Review: “Solo” Audiobooks Bring an (Overly) Expanded Star Wars Story Into Your Earbuds

Review: “Solo” Audiobooks Bring an (Overly) Expanded Star Wars Story Into Your Earbuds


The idea that a novelization represents an “expanded edition” of a movie is not news to anyone who met Camie and Fixer in the original Star Wars novel, or who first read the name “Palpatine” in James Kahn’s 1983 Return of the Jedi novelization.

Lucasfilm is now capitalizing on the idea, though: instead of releasing the books simultaneously with the movie, or even before (the Star Wars novelization was published several months prior to the movie’s release, spoilers be damned), the books now come out after the films, explicitly advertised as “expanded edition” titles that draw on alternate and deleted scenes.

In the case of Solo: A Star Wars Story, though, Mur Lafferty’s novel just leaves you all the more impressed with the wit and sturdiness of the finished screenplay by Jonathan and Lawrence Kasdan. (Heads-up if you haven’t seen the movie: plot details ahead.)

The junior novel by Joe Schreiber clips right along, although narrator Sean Kenin is sorely missing the gravitas of adult-book narrator Marc Thompson. The bonus material in Lafferty’s book is sometimes enlightening (we learn more about Crimson Dawn’s Force-sensitive fighting technique), but often annoying. The extended treatment of L3’s merger with the Falcon is more than we really need, nor does it accelerate the adventure to learn that Chewbacca copped detangling products from both Val and Lando.

When the action picks up, though, both audiobooks make for exciting listening. Dense sound-effects editing has ships screaming from one ear to the other, with nice details like the flapping tarps on Savareen. It’s a kick to hear master impressionist Thompson doing an unsurprisingly uncanny Woody Harrelson, or capturing Donald Glover’s take on Billy Dee Williams.

It is disappointing to hear so much recycled music from the original films, particularly given that John Williams wrote an original Han Solo theme for the movie. Han’s romance with Qi’ra may or may not deserve its own love theme, but Leia sure can’t appreciate hers being borrowed to soundtrack smooches with her ex’s ex. Also, WTF is the triumphant Death Star destruction music doing under L3’s tragic demise?

Lafferty’s lucid prose makes Solo an enjoyable listen for casual fans, and super-fans will of course have to hear the bonus material. The latter will be especially gratified by a scene at the very end, in which we learn who ends up with Enfys Nest’s coaxium. Whether or not we get a Solo sequel, Lucasfilm is building a store of fascinating characters that makes the rise of the Empire wired. The Clone Wars? Tired.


TO DO: In the entries below, count every line containing "source". Return the number and nothing else.

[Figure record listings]
........

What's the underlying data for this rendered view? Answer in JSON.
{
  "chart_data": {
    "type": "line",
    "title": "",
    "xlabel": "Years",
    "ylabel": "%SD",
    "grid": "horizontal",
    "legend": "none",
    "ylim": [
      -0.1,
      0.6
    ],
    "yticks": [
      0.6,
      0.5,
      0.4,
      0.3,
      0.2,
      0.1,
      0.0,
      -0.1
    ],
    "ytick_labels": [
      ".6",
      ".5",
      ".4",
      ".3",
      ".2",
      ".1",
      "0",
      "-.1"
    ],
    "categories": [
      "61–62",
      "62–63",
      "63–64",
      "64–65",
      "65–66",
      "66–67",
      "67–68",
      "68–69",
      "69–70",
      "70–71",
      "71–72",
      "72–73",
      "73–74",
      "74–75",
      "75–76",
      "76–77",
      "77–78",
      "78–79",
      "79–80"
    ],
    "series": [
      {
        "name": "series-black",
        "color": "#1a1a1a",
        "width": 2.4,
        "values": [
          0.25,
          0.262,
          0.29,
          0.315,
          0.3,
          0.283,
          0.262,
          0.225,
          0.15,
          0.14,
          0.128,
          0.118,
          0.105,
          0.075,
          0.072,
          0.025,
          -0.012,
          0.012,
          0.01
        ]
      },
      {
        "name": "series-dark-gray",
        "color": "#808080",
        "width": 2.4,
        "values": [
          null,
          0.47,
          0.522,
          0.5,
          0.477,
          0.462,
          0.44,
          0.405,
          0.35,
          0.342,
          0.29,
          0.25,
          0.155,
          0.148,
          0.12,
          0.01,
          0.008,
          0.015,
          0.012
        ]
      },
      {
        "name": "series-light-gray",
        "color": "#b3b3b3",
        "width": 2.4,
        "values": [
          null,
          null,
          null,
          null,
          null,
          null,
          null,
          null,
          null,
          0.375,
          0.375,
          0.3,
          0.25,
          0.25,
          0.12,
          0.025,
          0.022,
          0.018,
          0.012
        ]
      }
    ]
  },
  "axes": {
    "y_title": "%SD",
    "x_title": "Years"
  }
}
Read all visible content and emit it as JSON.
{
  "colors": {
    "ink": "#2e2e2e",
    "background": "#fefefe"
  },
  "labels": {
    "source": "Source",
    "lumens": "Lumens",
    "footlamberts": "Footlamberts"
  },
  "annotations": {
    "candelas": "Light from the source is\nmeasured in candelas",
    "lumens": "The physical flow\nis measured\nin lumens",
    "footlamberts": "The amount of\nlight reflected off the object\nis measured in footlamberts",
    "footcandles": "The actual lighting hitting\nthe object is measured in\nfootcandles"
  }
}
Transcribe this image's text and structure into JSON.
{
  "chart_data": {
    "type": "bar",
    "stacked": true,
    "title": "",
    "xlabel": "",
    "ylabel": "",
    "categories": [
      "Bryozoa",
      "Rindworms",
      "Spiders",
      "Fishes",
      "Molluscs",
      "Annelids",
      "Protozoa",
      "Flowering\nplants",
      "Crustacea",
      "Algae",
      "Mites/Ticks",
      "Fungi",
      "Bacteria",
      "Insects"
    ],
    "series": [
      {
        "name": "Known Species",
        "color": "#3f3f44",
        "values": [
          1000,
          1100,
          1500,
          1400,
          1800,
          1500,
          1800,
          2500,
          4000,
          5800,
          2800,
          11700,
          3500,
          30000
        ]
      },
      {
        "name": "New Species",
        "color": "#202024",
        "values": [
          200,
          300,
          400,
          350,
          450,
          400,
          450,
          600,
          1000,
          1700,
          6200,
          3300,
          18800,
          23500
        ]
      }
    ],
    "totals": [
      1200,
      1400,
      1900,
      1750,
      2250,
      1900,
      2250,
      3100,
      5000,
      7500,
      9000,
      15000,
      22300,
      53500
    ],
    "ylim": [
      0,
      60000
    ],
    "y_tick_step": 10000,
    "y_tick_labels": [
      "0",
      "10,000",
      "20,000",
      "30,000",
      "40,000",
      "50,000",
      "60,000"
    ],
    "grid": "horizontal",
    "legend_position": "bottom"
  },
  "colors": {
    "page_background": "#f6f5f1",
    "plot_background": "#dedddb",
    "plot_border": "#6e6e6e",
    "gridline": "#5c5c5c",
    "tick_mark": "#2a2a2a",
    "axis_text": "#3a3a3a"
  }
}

........

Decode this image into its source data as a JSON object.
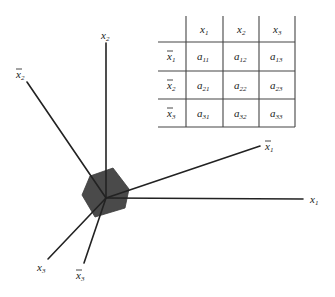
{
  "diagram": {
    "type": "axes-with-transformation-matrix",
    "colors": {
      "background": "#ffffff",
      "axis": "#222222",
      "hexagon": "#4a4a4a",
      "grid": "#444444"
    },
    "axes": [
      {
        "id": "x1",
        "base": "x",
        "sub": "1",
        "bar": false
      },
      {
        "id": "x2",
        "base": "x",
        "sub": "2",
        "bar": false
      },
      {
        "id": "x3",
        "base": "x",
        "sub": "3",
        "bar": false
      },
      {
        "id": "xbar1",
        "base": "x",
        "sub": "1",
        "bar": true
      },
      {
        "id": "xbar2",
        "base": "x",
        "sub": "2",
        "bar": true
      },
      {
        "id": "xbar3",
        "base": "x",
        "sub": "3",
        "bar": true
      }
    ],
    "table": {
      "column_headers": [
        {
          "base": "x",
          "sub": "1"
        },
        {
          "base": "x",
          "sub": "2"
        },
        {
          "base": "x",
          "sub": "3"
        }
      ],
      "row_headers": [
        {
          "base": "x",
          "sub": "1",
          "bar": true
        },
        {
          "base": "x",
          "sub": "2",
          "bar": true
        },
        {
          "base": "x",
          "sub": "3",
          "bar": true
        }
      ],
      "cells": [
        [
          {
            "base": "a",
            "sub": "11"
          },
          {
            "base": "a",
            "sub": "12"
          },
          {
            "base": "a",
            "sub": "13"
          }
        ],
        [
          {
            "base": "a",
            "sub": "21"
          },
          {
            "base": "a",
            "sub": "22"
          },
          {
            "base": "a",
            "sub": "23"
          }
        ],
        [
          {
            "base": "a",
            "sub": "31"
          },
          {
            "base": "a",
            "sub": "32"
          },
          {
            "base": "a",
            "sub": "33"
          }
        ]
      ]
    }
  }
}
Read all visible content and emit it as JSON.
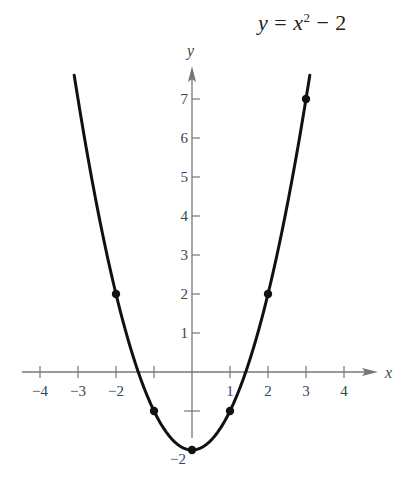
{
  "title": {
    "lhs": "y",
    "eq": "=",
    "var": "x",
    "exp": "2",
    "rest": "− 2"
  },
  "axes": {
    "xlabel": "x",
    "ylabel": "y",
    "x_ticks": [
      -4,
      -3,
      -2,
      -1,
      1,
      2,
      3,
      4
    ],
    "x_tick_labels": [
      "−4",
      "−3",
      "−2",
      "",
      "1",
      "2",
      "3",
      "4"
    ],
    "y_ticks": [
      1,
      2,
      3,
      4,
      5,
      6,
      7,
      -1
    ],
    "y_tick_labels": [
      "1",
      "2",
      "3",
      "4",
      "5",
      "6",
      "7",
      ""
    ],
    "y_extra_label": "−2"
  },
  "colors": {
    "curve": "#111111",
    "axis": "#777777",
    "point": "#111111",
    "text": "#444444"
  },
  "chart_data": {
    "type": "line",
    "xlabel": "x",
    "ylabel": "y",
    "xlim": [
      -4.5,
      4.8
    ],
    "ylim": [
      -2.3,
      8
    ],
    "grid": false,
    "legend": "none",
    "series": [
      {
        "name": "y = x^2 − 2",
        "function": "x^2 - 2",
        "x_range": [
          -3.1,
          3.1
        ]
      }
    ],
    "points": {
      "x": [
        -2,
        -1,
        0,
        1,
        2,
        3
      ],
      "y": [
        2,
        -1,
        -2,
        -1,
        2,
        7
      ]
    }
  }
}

........

ANSWER SPACE: 3